Sunday, November 21, 2004

In the Week in Review section of The New York Times, business writer Eduardo Porter considers a thoroughly silly theory to explain America's religiosity -- and rejects, as obsolete, an explanation that seems perfectly satisfactory.

The silly notion:

...over the past 10 years or so a growing group of mostly American sociologists has deployed a novel theory to explain the United States' apparently anomalous behavior: supply-side economics. Americans, they say, are fervently religious because there are so many churches competing for their devotion....

Americans are more churchgoing and pious than Germans or Canadians because the United States has the most open religious market, with dozens of religious denominations competing vigorously to offer their flavor of salvation, becoming extremely responsive to the needs of their parishes.


Let's see: I'd need to travel less than a mile from my apartment here on the notoriously secular Upper West Side to attend a synagogue, a Catholic church, an Episcopal church, a Greek Orthodox church, a Baptist church (yes, really -- a block south of Zabar's!)... funny how this isn't making me any less of an atheist. Nor did the Catholic church that was across the street from me when I lived in the East Village (or the mosque that was just around the corner).

But I'm just one guy. Porter actually does a much more thorough job of debunking this nonsense -- even as he takes it seriously:

The free-market argument is not absolutely watertight, however. Islamic states, for instance, have very strong quasi-state churches and high religious participation. And some European sociologists argue that there is much more religious competition in Europe than the supply-siders acknowledge.

And in the United States, the most religious states and counties are those most dominated by a single denomination - Mormon, Baptist or Pentecostal - not those where there is most competition...


Reminds me of the caption of an old William Hamilton cartoon:

"You're leaving out one thing, Frank -- Asia."

Here's the rejected theory:

Old-school sociology holds that as nations become more prosperous, healthy and educated, demand for the support that religion provides declines.

Uh-huh. And what's happened to America, particularly red America in recent decades? The disappearance of manufacturing; the near-destruction of the union movement; the end of the social contract between employers and employees; lower pay and lost benefits, especially the loss of health insurance, in the jobs that remain.... Forget GDP growth -- in all those big, sparsely populated counties on the mostly red map of the U.S., things are simply worse for most people. (Yes, they're worse in other developed countries where secularism still prevails, but the safety net hasn't been eliminated, as it has here.)

Middle America is less prosperous -- and, apparently, more religious. Why entertain some crackpot notion that flatters theocrats and market-worshipers on the right when the old theory works just fine?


What the task asks -> Pictures must not appear in your answer. Write out exactly the lines from the one with "Serialize everything readable" through the last line of the entries below.

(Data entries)
________________

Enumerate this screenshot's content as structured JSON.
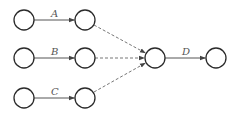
{
  "diagram": {
    "type": "activity-on-arrow network",
    "nodes": [
      {
        "id": "n1",
        "cx": 24,
        "cy": 20
      },
      {
        "id": "n2",
        "cx": 85,
        "cy": 20
      },
      {
        "id": "n3",
        "cx": 24,
        "cy": 58
      },
      {
        "id": "n4",
        "cx": 85,
        "cy": 58
      },
      {
        "id": "n5",
        "cx": 24,
        "cy": 98
      },
      {
        "id": "n6",
        "cx": 85,
        "cy": 98
      },
      {
        "id": "n7",
        "cx": 155,
        "cy": 58
      },
      {
        "id": "n8",
        "cx": 216,
        "cy": 58
      }
    ],
    "activities": [
      {
        "label": "A",
        "from": "n1",
        "to": "n2",
        "style": "solid"
      },
      {
        "label": "B",
        "from": "n3",
        "to": "n4",
        "style": "solid"
      },
      {
        "label": "C",
        "from": "n5",
        "to": "n6",
        "style": "solid"
      },
      {
        "label": "D",
        "from": "n7",
        "to": "n8",
        "style": "solid"
      }
    ],
    "dummy_activities": [
      {
        "from": "n2",
        "to": "n7",
        "style": "dashed"
      },
      {
        "from": "n4",
        "to": "n7",
        "style": "dashed"
      },
      {
        "from": "n6",
        "to": "n7",
        "style": "dashed"
      }
    ],
    "labels": {
      "a": "A",
      "b": "B",
      "c": "C",
      "d": "D"
    }
  }
}
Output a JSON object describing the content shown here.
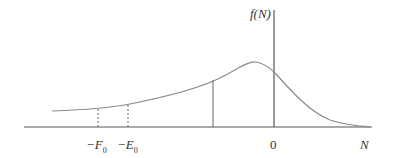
{
  "diagram": {
    "type": "distribution-curve",
    "y_axis_label": "f(N)",
    "x_axis_label": "N",
    "origin_label": "0",
    "markers": [
      {
        "label": "−F",
        "subscript": "0",
        "style": "dashed"
      },
      {
        "label": "−E",
        "subscript": "0",
        "style": "dashed"
      },
      {
        "label": "",
        "style": "solid"
      }
    ],
    "colors": {
      "curve": "#8a8a8a",
      "axis": "#555555",
      "text": "#333333"
    }
  }
}
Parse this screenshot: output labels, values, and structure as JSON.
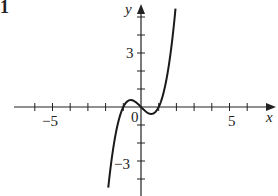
{
  "panel_label": "1",
  "chart_data": {
    "type": "line",
    "title": "",
    "xlabel": "x",
    "ylabel": "y",
    "x_tick_labels": [
      "−5",
      "5"
    ],
    "y_tick_labels": [
      "3",
      "−3"
    ],
    "origin_label": "0",
    "xlim": [
      -7,
      7.5
    ],
    "ylim": [
      -5,
      6
    ],
    "x_ticks": [
      -6,
      -5,
      -4,
      -3,
      -2,
      -1,
      1,
      2,
      3,
      4,
      5,
      6
    ],
    "y_ticks": [
      -5,
      -4,
      -3,
      -2,
      -1,
      1,
      2,
      3,
      4,
      5
    ],
    "grid": false,
    "series": [
      {
        "name": "f(x) ≈ x³ − x",
        "x": [
          -1.85,
          -1.5,
          -1.0,
          -0.58,
          0,
          0.58,
          1.0,
          1.5,
          1.95
        ],
        "y": [
          -4.5,
          -1.88,
          0,
          0.38,
          0,
          -0.38,
          0,
          1.88,
          5.46
        ]
      }
    ],
    "colors": {
      "axis": "#222222",
      "curve": "#1a1a1a"
    }
  }
}
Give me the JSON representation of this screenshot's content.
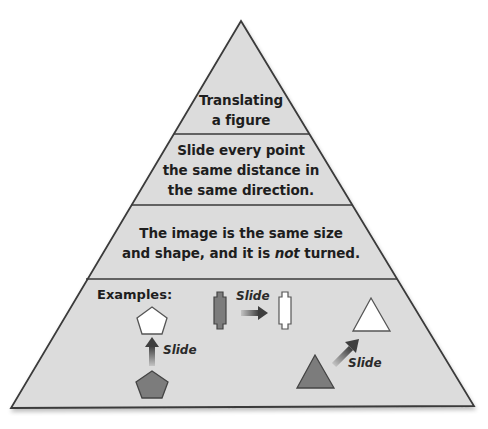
{
  "diagram": {
    "type": "pyramid",
    "colors": {
      "fill": "#dcdcdc",
      "outline": "#3a3a3a",
      "dark_shape": "#7a7a7a",
      "light_shape": "#ffffff",
      "arrow_dark": "#4a4a4a",
      "arrow_light": "#bdbdbd"
    },
    "levels": [
      {
        "lines": [
          "Translating",
          "a figure"
        ]
      },
      {
        "lines": [
          "Slide every point",
          "the same distance in",
          "the same direction."
        ]
      },
      {
        "lines": [
          "The image is the same size",
          "and shape, and it is "
        ],
        "emphasis": "not",
        "tail": " turned."
      },
      {
        "heading": "Examples:"
      }
    ],
    "examples": [
      {
        "shape": "pentagon",
        "direction": "up",
        "label": "Slide"
      },
      {
        "shape": "double-notched-rectangle",
        "direction": "right",
        "label": "Slide"
      },
      {
        "shape": "triangle",
        "direction": "up-right",
        "label": "Slide"
      }
    ]
  }
}
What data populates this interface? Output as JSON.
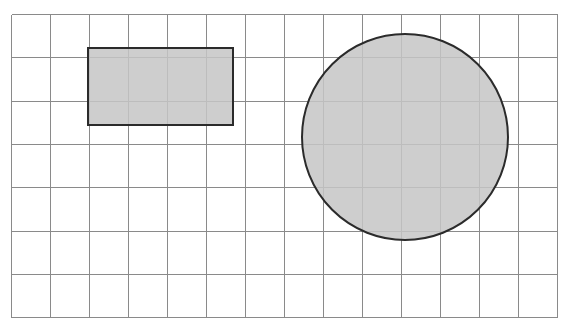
{
  "canvas": {
    "width": 568,
    "height": 332,
    "background": "#ffffff",
    "title": "Grid area diagram with shaded rectangle and circle"
  },
  "grid": {
    "name": "square-grid",
    "origin_x": 11,
    "origin_y": 14,
    "columns": 14,
    "rows": 7,
    "cell_width": 39,
    "cell_height": 43.3,
    "line_color": "#8a8a8a",
    "line_width": 1,
    "border_color": "#8a8a8a",
    "border_width": 1
  },
  "shapes": [
    {
      "id": "rectangle",
      "type": "rect",
      "label": "shaded-rectangle",
      "x": 88,
      "y": 48,
      "width": 145,
      "height": 77,
      "fill": "#c6c6c6",
      "stroke": "#2b2b2b",
      "stroke_width": 2,
      "cells_wide": 3.7,
      "cells_tall": 1.8
    },
    {
      "id": "circle",
      "type": "circle",
      "label": "shaded-circle",
      "center_x": 405,
      "center_y": 137,
      "radius": 103,
      "fill": "#c6c6c6",
      "stroke": "#2b2b2b",
      "stroke_width": 2,
      "diameter_cells": 5.3
    }
  ],
  "colors": {
    "shape_fill": "#c6c6c6",
    "shape_outline": "#2b2b2b",
    "grid_line": "#8a8a8a",
    "background": "#ffffff"
  }
}
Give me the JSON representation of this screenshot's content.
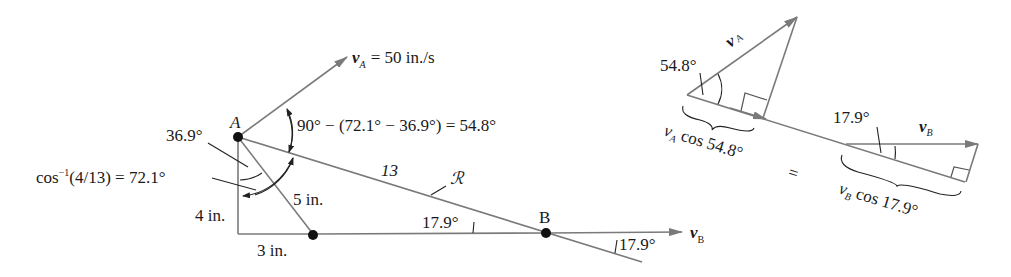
{
  "left_diagram": {
    "point_a_label": "A",
    "point_b_label": "B",
    "va_label": "v",
    "va_sub": "A",
    "va_value": "= 50 in./s",
    "angle_expression": "90° − (72.1° − 36.9°) = 54.8°",
    "angle_36_9": "36.9°",
    "angle_cos_label": "cos",
    "angle_cos_exp": "−1",
    "angle_cos_rest": "(4/13) = 72.1°",
    "side_5": "5 in.",
    "side_4": "4 in.",
    "side_3": "3 in.",
    "link_length": "13",
    "link_label": "ℛ",
    "angle_b_inner": "17.9°",
    "angle_b_outer": "17.9°",
    "vb_label": "v",
    "vb_sub": "B"
  },
  "right_diagram": {
    "va_label": "v",
    "va_sub": "A",
    "angle_a": "54.8°",
    "va_component": "v",
    "va_component_sub": "A",
    "va_component_rest": " cos 54.8°",
    "equals": "=",
    "angle_b": "17.9°",
    "vb_label": "v",
    "vb_sub": "B",
    "vb_component": "v",
    "vb_component_sub": "B",
    "vb_component_rest": " cos 17.9°"
  }
}
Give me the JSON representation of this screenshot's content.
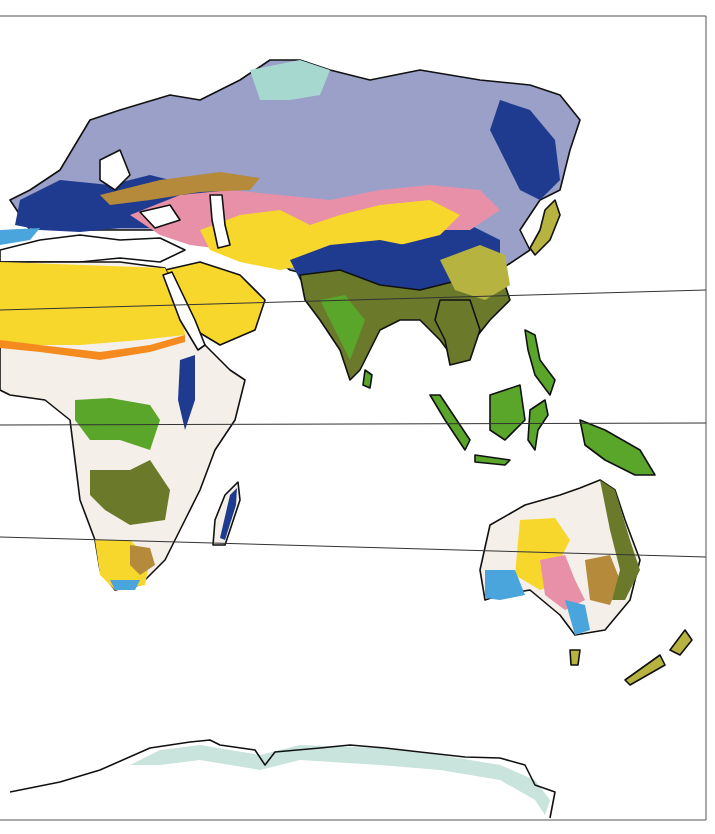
{
  "map": {
    "type": "climate-zones",
    "region": "Eastern Hemisphere",
    "continents": [
      "Europe",
      "Asia",
      "Africa",
      "Australia",
      "Antarctica"
    ],
    "latitude_lines": 3,
    "colors": {
      "ocean": "#ffffff",
      "tundra": "#a7d8cf",
      "subarctic": "#9aa0c8",
      "humid_continental": "#1f3b8f",
      "steppe_brown": "#b58a3a",
      "cool_steppe_pink": "#e790a8",
      "desert_yellow": "#f7d72c",
      "savanna_pale": "#f4efe9",
      "tropical_green": "#5aa62b",
      "monsoon_olive": "#6b7a2a",
      "subtropical_khaki": "#b6b340",
      "mediterranean_blue": "#4aa5dc",
      "sahel_orange": "#f58a1f",
      "ice_fringe": "#c9e4dc",
      "coastline": "#111111"
    }
  }
}
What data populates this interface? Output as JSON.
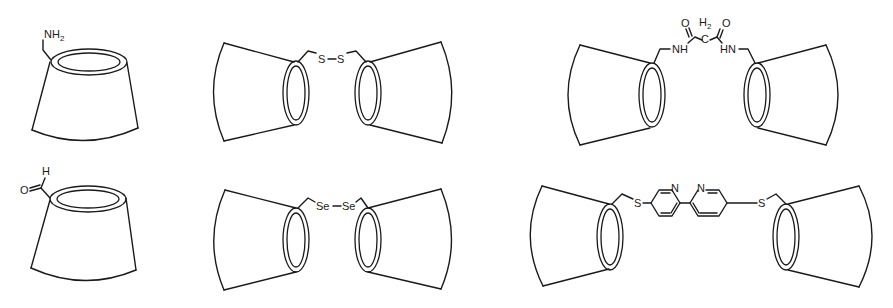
{
  "figure": {
    "structures": [
      {
        "id": "amino-cd",
        "labels": {
          "group": "NH",
          "subscript": "2"
        }
      },
      {
        "id": "aldehyde-cd",
        "labels": {
          "oxygen": "O",
          "hydrogen": "H"
        }
      },
      {
        "id": "disulfide-dimer",
        "labels": {
          "s1": "S",
          "s2": "S"
        }
      },
      {
        "id": "diselenide-dimer",
        "labels": {
          "se1": "Se",
          "se2": "Se"
        }
      },
      {
        "id": "malonamide-dimer",
        "labels": {
          "o1": "O",
          "o2": "O",
          "ch2_h": "H",
          "ch2_sub": "2",
          "ch2_c": "C",
          "nh_left": "NH",
          "nh_right": "HN"
        }
      },
      {
        "id": "bipyridine-dimer",
        "labels": {
          "s1": "S",
          "s2": "S",
          "n1": "N",
          "n2": "N"
        }
      }
    ]
  }
}
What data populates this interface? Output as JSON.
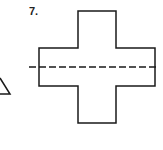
{
  "problem": {
    "number_label": "7."
  },
  "figure": {
    "shape": "cross",
    "stroke_color": "#1a1a1a",
    "fill_color": "#ffffff",
    "cross_outline_points": "78,11 116,11 116,48 155,48 155,86 116,86 116,123 78,123 78,86 39,86 39,48 78,48",
    "dashed_line": {
      "x1": 29,
      "y1": 67,
      "x2": 158,
      "y2": 67,
      "description": "line of symmetry"
    }
  },
  "partial_neighbor_figure": {
    "shape": "triangle-fragment",
    "points": "0,78 10,94 0,94"
  }
}
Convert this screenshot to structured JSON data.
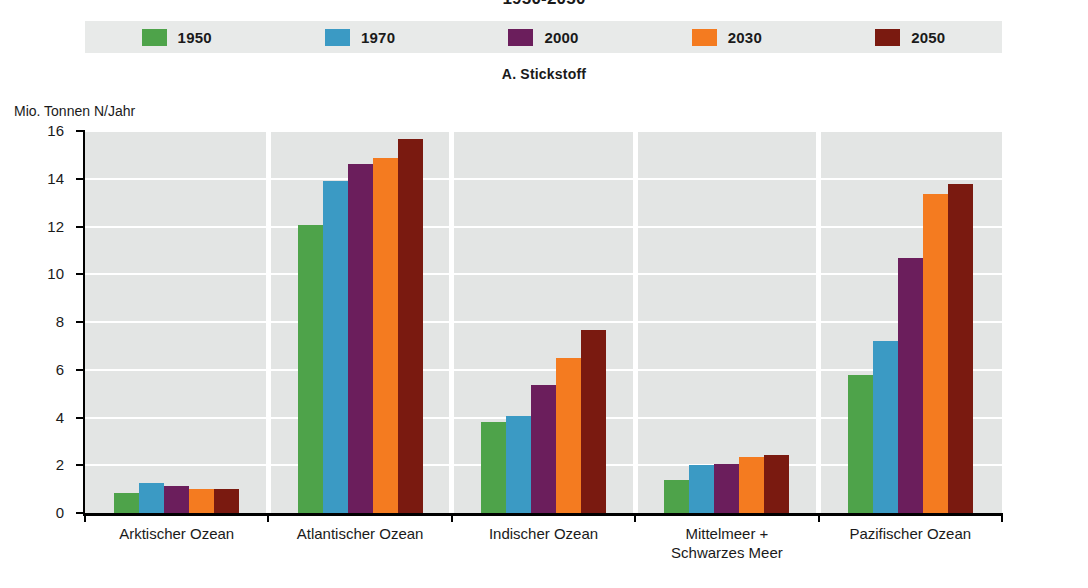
{
  "title": "1950-2050",
  "subtitle": "A. Stickstoff",
  "y_axis_unit": "Mio. Tonnen N/Jahr",
  "legend": {
    "items": [
      {
        "label": "1950",
        "color": "#4ea34a",
        "swatch_name": "legend-swatch-1950"
      },
      {
        "label": "1970",
        "color": "#3b9ac4",
        "swatch_name": "legend-swatch-1970"
      },
      {
        "label": "2000",
        "color": "#6b1e5c",
        "swatch_name": "legend-swatch-2000"
      },
      {
        "label": "2030",
        "color": "#f47b20",
        "swatch_name": "legend-swatch-2030"
      },
      {
        "label": "2050",
        "color": "#7a1a10",
        "swatch_name": "legend-swatch-2050"
      }
    ]
  },
  "y_ticks": [
    "0",
    "2",
    "4",
    "6",
    "8",
    "10",
    "12",
    "14",
    "16"
  ],
  "chart_data": {
    "type": "bar",
    "title": "1950-2050",
    "subtitle": "A. Stickstoff",
    "xlabel": "",
    "ylabel": "Mio. Tonnen N/Jahr",
    "ylim": [
      0,
      16
    ],
    "ytick_step": 2,
    "grid": true,
    "legend_position": "top",
    "categories": [
      "Arktischer Ozean",
      "Atlantischer Ozean",
      "Indischer Ozean",
      "Mittelmeer +\nSchwarzes Meer",
      "Pazifischer Ozean"
    ],
    "series": [
      {
        "name": "1950",
        "color": "#4ea34a",
        "values": [
          0.85,
          12.05,
          3.8,
          1.4,
          5.8
        ]
      },
      {
        "name": "1970",
        "color": "#3b9ac4",
        "values": [
          1.25,
          13.9,
          4.05,
          2.0,
          7.2
        ]
      },
      {
        "name": "2000",
        "color": "#6b1e5c",
        "values": [
          1.15,
          14.6,
          5.35,
          2.05,
          10.7
        ]
      },
      {
        "name": "2030",
        "color": "#f47b20",
        "values": [
          1.0,
          14.85,
          6.5,
          2.35,
          13.35
        ]
      },
      {
        "name": "2050",
        "color": "#7a1a10",
        "values": [
          1.0,
          15.65,
          7.65,
          2.45,
          13.8
        ]
      }
    ]
  },
  "colors": {
    "plot_background": "#e3e5e4",
    "gridline": "#ffffff",
    "legend_background": "#e8eae9",
    "axis": "#000000"
  }
}
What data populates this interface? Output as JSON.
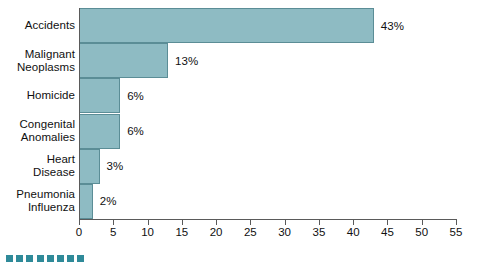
{
  "chart_data": {
    "type": "bar",
    "orientation": "horizontal",
    "title": "",
    "subtitle": "",
    "xlabel": "",
    "ylabel": "",
    "categories": [
      "Accidents",
      "Malignant Neoplasms",
      "Homicide",
      "Congenital Anomalies",
      "Heart Disease",
      "Pneumonia Influenza"
    ],
    "category_lines": [
      [
        "Accidents"
      ],
      [
        "Malignant",
        "Neoplasms"
      ],
      [
        "Homicide"
      ],
      [
        "Congenital",
        "Anomalies"
      ],
      [
        "Heart",
        "Disease"
      ],
      [
        "Pneumonia",
        "Influenza"
      ]
    ],
    "values": [
      43,
      13,
      6,
      6,
      3,
      2
    ],
    "data_labels": [
      "43%",
      "13%",
      "6%",
      "6%",
      "3%",
      "2%"
    ],
    "xlim": [
      0,
      55
    ],
    "xticks": [
      0,
      5,
      10,
      15,
      20,
      25,
      30,
      35,
      40,
      45,
      50,
      55
    ],
    "xtick_labels": [
      "0",
      "5",
      "10",
      "15",
      "20",
      "25",
      "30",
      "35",
      "40",
      "45",
      "50",
      "55"
    ],
    "grid": false,
    "legend": null,
    "bar_color": "#8ebbc3",
    "bar_edge_color": "#5b8d96",
    "axis_color": "#5a5a5a",
    "background": "#ffffff"
  },
  "decoration": {
    "square_color": "#2f8a99",
    "square_count": 8
  }
}
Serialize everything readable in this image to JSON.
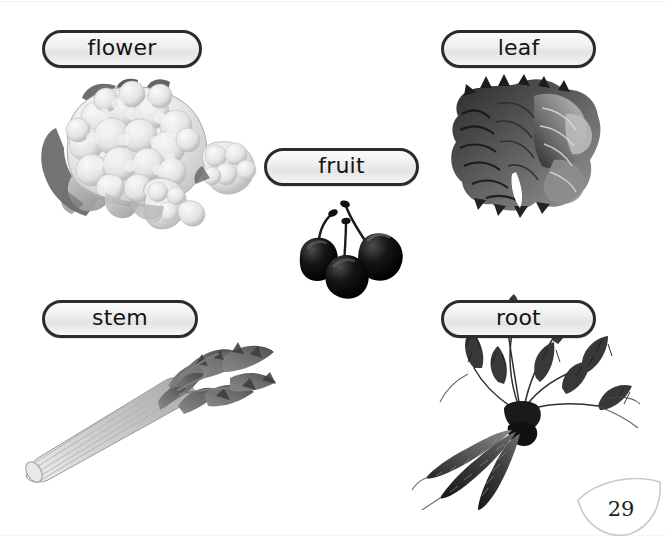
{
  "page": {
    "number": "29",
    "background_color": "#ffffff",
    "page_number_shape": "leaf-corner-outline"
  },
  "labels": {
    "flower": "flower",
    "leaf": "leaf",
    "fruit": "fruit",
    "stem": "stem",
    "root": "root"
  },
  "style": {
    "pill_border_color": "#2b2b2b",
    "pill_fill_top": "#fbfbfb",
    "pill_fill_bottom": "#e4e4e4",
    "text_color": "#141414",
    "page_number_outline_color": "#c9c9cc"
  },
  "illustrations": [
    {
      "name": "cauliflower",
      "depicts": "flower",
      "tone": "light-gray"
    },
    {
      "name": "lettuce-leaf",
      "depicts": "leaf",
      "tone": "dark-gray"
    },
    {
      "name": "cherries",
      "depicts": "fruit",
      "tone": "black",
      "count": 3
    },
    {
      "name": "celery-stalk",
      "depicts": "stem",
      "tone": "mid-gray"
    },
    {
      "name": "carrots",
      "depicts": "root",
      "tone": "dark-gray",
      "count": 3
    }
  ]
}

________________

Result of the exercise ->
Serialize everything readable in this image to JSON.
{
  "page": {
    "number": "29",
    "background_color": "#ffffff",
    "page_number_shape": "leaf-corner-outline"
  },
  "labels": {
    "flower": "flower",
    "leaf": "leaf",
    "fruit": "fruit",
    "stem": "stem",
    "root": "root"
  },
  "style": {
    "pill_border_color": "#2b2b2b",
    "pill_fill_top": "#fbfbfb",
    "pill_fill_bottom": "#e4e4e4",
    "text_color": "#141414",
    "page_number_outline_color": "#c9c9cc"
  },
  "illustrations": [
    {
      "name": "cauliflower",
      "depicts": "flower",
      "tone": "light-gray"
    },
    {
      "name": "lettuce-leaf",
      "depicts": "leaf",
      "tone": "dark-gray"
    },
    {
      "name": "cherries",
      "depicts": "fruit",
      "tone": "black",
      "count": 3
    },
    {
      "name": "celery-stalk",
      "depicts": "stem",
      "tone": "mid-gray"
    },
    {
      "name": "carrots",
      "depicts": "root",
      "tone": "dark-gray",
      "count": 3
    }
  ]
}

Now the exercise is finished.